Institut für Medizinische Mikrobiologie, Universität Zürich, CH-8006 Zürich, Switzerland,1 Institut de Biologie Moléculaire et Cellulaire du CNRS, URP Architecture et Réactivité de l'ARN, Université Louis Pasteur, 15 Rue René Descartes, F-67084 Strasbourg Cedex, France2
Received 21 September 2005/ Returned for modification 15 November 2005/ Accepted 17 January 2006
Aminoglycoside antibiotics that bind to the aminoacyl-tRNA site (A site) of the ribosome are composed of a common neamine core in which a glycopyranosyl ring is attached to position 4 of a 2-deoxystreptamine moiety. The core is further substituted by one (ribostamycin), two (neomycin and paromomycin), or three (lividomycin A) additional sugars attached to position 5 of the 2-deoxystreptamine. To study the role of rings III, IV, and V in aminoglycoside binding, we used isogenic Mycobacterium smegmatis
rrnB mutants carrying homogeneous populations of mutant ribosomes with alterations in the 16S rRNA A site.
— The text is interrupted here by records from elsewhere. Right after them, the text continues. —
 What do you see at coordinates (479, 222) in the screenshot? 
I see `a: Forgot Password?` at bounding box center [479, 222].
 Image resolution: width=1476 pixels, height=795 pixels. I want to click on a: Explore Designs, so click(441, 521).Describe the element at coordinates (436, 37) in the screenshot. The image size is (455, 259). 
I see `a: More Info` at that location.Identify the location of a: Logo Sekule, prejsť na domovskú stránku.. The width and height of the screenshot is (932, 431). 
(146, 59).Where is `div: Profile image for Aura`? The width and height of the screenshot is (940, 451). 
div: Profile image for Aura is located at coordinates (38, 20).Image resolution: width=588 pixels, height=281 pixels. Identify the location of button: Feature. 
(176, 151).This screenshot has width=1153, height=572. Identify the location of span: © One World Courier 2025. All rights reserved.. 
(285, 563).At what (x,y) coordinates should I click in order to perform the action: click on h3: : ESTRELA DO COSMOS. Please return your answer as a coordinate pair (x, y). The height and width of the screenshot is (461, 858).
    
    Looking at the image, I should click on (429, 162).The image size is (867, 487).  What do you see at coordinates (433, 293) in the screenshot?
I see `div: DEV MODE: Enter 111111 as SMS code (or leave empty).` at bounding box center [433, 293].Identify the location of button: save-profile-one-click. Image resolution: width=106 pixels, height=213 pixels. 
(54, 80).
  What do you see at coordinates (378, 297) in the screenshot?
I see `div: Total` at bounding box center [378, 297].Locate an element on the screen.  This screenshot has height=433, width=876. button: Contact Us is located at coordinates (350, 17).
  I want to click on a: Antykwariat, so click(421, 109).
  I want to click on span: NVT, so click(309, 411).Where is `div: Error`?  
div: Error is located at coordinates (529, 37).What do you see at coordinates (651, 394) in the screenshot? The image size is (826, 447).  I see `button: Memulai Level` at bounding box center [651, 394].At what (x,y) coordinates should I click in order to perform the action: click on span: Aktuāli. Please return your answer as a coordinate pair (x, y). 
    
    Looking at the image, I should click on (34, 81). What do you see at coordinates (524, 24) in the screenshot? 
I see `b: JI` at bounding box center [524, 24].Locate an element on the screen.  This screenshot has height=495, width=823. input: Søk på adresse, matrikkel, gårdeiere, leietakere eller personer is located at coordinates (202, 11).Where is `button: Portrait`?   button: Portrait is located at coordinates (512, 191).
MICs were determined to investigate drug-ribosome interactions, and the results were compared with that of the previously published crystal structure of paromomycin bound to the ribosomal A site. Our analysis demonstrates that the stacking interaction between ring I and G1491 is largely sequence independent, that rings III and IV each increase the strength of drug binding to the ribosome, that ring IV of the 6'-NH3+ aminoglycosides compensates for loss of interactions between ring II and U1495 and between ring III and G1491, that the aminoglycosides rely on pseudo-base pairing between ring I and A1408 for binding independently of the number of sugar rings attached to the neamine core, that addition of ring V to the 6'-OH 4,5-aminoglycoside paromomycin does not alter the mode of binding, and that alteration of the U1406 · U1495 wobble base pair to the Watson-Crick interaction pair 1406C-1495G yields ribosomal drug susceptibilities to 4,5-aminoglycosides comparable to those seen with the wild-type A site.